As we commemorate Malcolm X on the 58th year after his murder, the community recalls the “Fight to Save the Audubon Ballroom.”

The historic Audubon Ballroom once stood at 165th and Broadway in Harlem. It was where Malcolm X began organizing the Organization of Afro American Unity, after leaving the Nation of Islam and traveling to Africa to address the Organization of African Unity meeting in Cairo, Egypt, in 1964. He expanded his world view and led weekly rallies organizing our people’s struggle for human rights and Pan Africanism. It was also where he was assassinated on February 21, 1965. 

Community discontent rapidly developed, sparked by a Village Voice by investigative journalist Peggy Dye, “High Tech Ballroom,” on December 5, 1989, which exposed the plan to destroy the Audubon. 

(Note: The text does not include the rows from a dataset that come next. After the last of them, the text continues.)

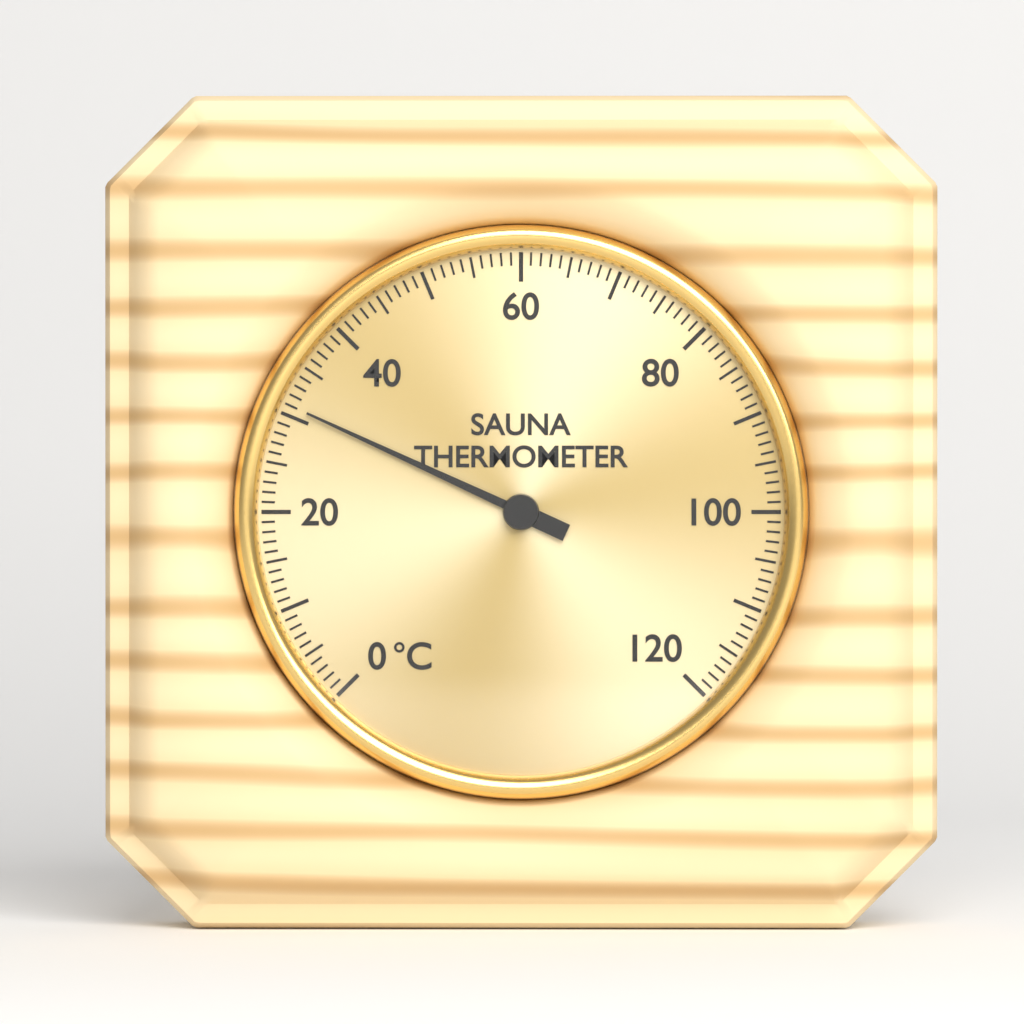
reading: 31 °C
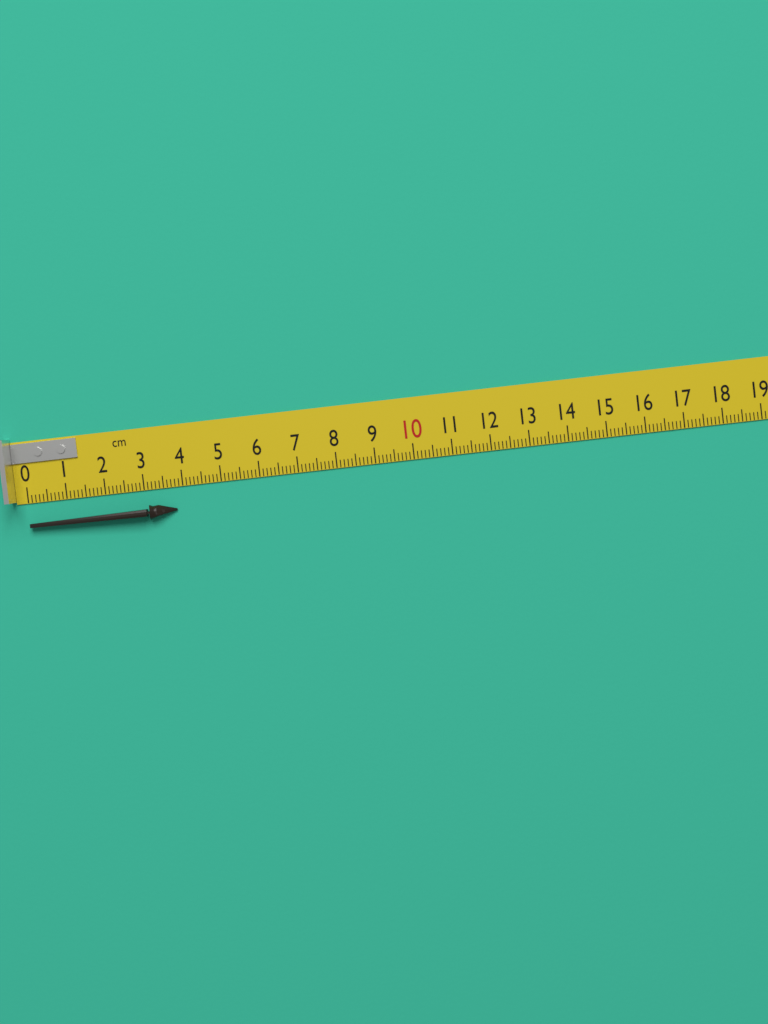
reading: 3.8 cm
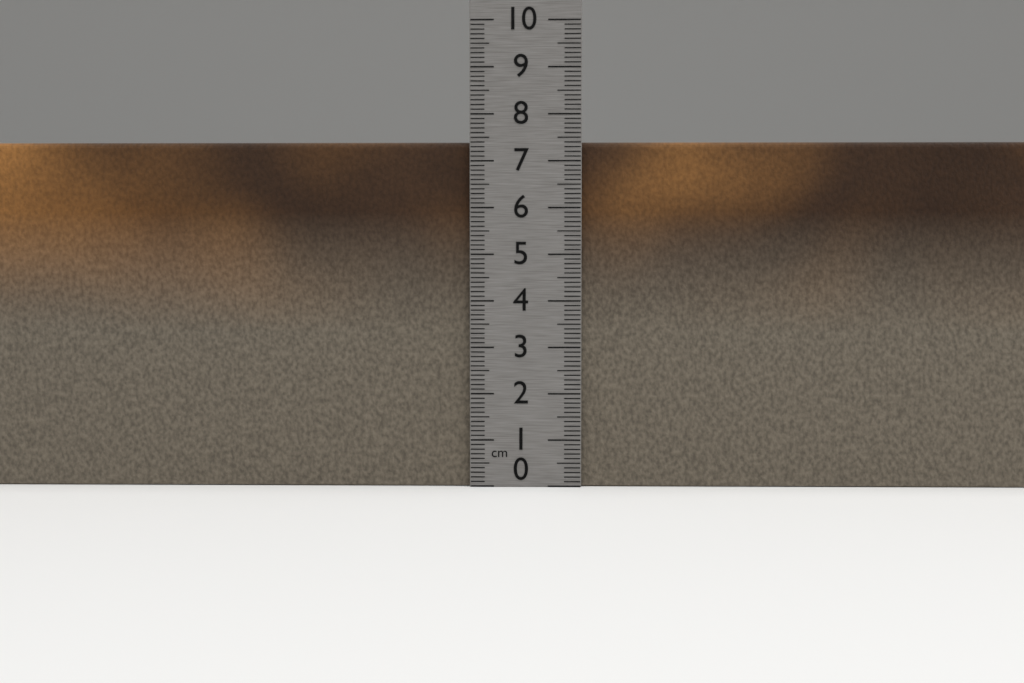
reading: 7.4 cm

In 1983, Columbia University acquired possession of the Audubon, then a city-owned property, from the NYC Office of Economic Development. In 1987, the university implemented its $200 million plan to destroy the building and erect biotechnology laboratories, financed by state and city loans.

Columbia University’s decades-long takeover of land in Harlem hit a breaking point. The Save the Audubon Coalition (STAC), led by the late veteran activist Olive Armstrong of the December 12th Movement, took to the streets. Massive demonstrations, including the Black Consciousness Movement, Columbia Student Organizations, grassroots political organizations, historians, and everyday people, stormed offices of then-Housing Preservation and Development Commissioner Felice Michetti, picketed the university president’s home, took over the university library for days on end, blocked the entrances to the George Washington and Triboro Bridges, and confronted elected officials.

They demanded the preservation of the Audubon Ballroom as a memorial to Malcolm X, which Columbia’s President Michael Sovern rejected outright. He said, “Biomedical research is glorious, because not only does it generate jobs, it saves lives.”

The director of planning and development added, “We are not in the business of building museums.”

STAC leaders retorted by emphasizing the fact that most of the high-paying jobs in laboratory research required advanced degrees that community residents did not possess. Clearly it was not for their benefit. 

The years-long struggle continued and the end result was, indeed, preservation of the Audubon Ballroom as a memorial for El Hajj Malik El Shabazz. “All Power to the People.” As Olive Armstrong would say, “Never give up!”

 Long live the fighting spirit of Malcolm X.